Is there any kind of container-like-thing in Ruby for the special case
of a large number of fixed-type-datums? (As opposed to objects.)
Basically, imagine that I have, for instance, a huge matrix of data.
So far as I can tell, that really means a huge selection of individual
objects, all allocated possibly using separate chunks of memory, because
they all have to be, well, objects – they can’t just be raw data.
Obviously,
using any given item in the matrix is convenient if they’re all already
objects, but the storage looks like it’d be ridiculously large.
Is this just not idiomatic in Ruby?
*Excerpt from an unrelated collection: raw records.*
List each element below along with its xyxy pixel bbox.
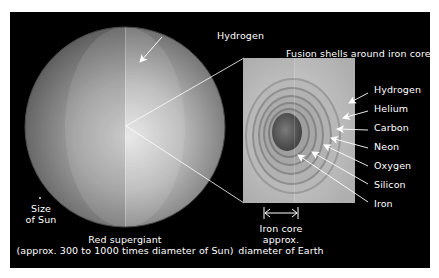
fusion-shells-inset bbox=[243, 58, 355, 203]
iron-core-caption-line1: Iron core bbox=[231, 223, 331, 234]
core-size-bracket bbox=[264, 207, 298, 219]
red-supergiant-sphere bbox=[25, 27, 225, 227]
outer-hydrogen-label: Hydrogen bbox=[217, 30, 264, 41]
shell-label-hydrogen: Hydrogen bbox=[374, 84, 421, 95]
red-supergiant-caption: Red supergiant (approx. 300 to 1000 time… bbox=[10, 234, 240, 256]
sun-size-label: Size of Sun bbox=[20, 203, 62, 225]
shell-label-helium: Helium bbox=[374, 103, 408, 114]
red-supergiant-caption-line1: Red supergiant bbox=[10, 234, 240, 245]
sun-size-label-line2: of Sun bbox=[20, 214, 62, 225]
red-supergiant-caption-line2: (approx. 300 to 1000 times diameter of S… bbox=[10, 245, 240, 256]
shell-label-oxygen: Oxygen bbox=[374, 160, 411, 171]
shell-label-iron: Iron bbox=[374, 198, 393, 209]
sun-size-label-line1: Size bbox=[20, 203, 62, 214]
shell-label-carbon: Carbon bbox=[374, 122, 409, 133]
sun-size-dot bbox=[39, 197, 41, 199]
iron-core-caption-line3: diameter of Earth bbox=[231, 245, 331, 256]
iron-core bbox=[272, 113, 302, 151]
shell-label-silicon: Silicon bbox=[374, 179, 406, 190]
inset-title: Fusion shells around iron core bbox=[286, 48, 430, 59]
iron-core-caption: Iron core approx. diameter of Earth bbox=[231, 223, 331, 256]
diagram-frame: Hydrogen Fusion shells around iron core … bbox=[10, 12, 430, 268]
iron-core-caption-line2: approx. bbox=[231, 234, 331, 245]
shell-label-neon: Neon bbox=[374, 141, 399, 152]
Is there some base class or object
type I haven’t spotted yet which handles cases like this?
Is this just not idiomatic in Ruby? Is there some base class or object
type I haven’t spotted yet which handles cases like this?
Not sure how closely these fit your requirements, but a couple
seeming possibilities that come to mind are Guy Decoux’ mmap
module, and Tokyo Cabinet’s array-of-fixed-length-elements database
option:
I kept thinking of the fantastic NArray library while reading
the initial message, but it’s just for in memory work.
That’d be fine in my case. I’m sort of messing with thoughts about
doing a roguelike game, and somewhere in there, there’s nearly always
a level grid, which is typically a fairly large array of something…
But it’s lareg enough, and regenerated/reused/etc. enough, that having
thousands upon thousands of objects created and destroyed when messing
with it feels inefficient to me.
Disclaimer: My sense of what kinds of tasks are “too inefficient” was
developed back when a 5MHz system was intended for time sharing among
many users.
But it’s nice to know that a solution for this problem exists – if I
need something like that, NArray would solve the cases I most often have
to deal with.
Is this just not idiomatic in Ruby? Is there some base class or object
type I haven’t spotted yet which handles cases like this?
Since everything is an object in Ruby (well, almost) I am not sure
what to make of your distinction. What I often do in these situations
is this
unifier = Hash.new {|h,k| h[k.freeze] = k}
read or create lots of stuff
item = unifier[item]
That way you keep at least only one version of a set of equivalent
objects. This helps of course only if you have repetitive values.
Depending on your use case another approach could be to store in a
single (or multiple) Strings and use #pack and #unpack. I guess this
works best if your data is uniformly sized.
Well, as an example, say I were doing number-crunching, and I wanted to
have a block of, say, twenty million doubles.
It looks like NArray is the right tool for the job – it can give me
array-like semantics on things which have the behavior of doubles, but
without me having to keep 20M objects wrapping my 20M double values.
-s
This forum is not affiliated to the Ruby language, Ruby on Rails framework, nor any Ruby applications discussed here.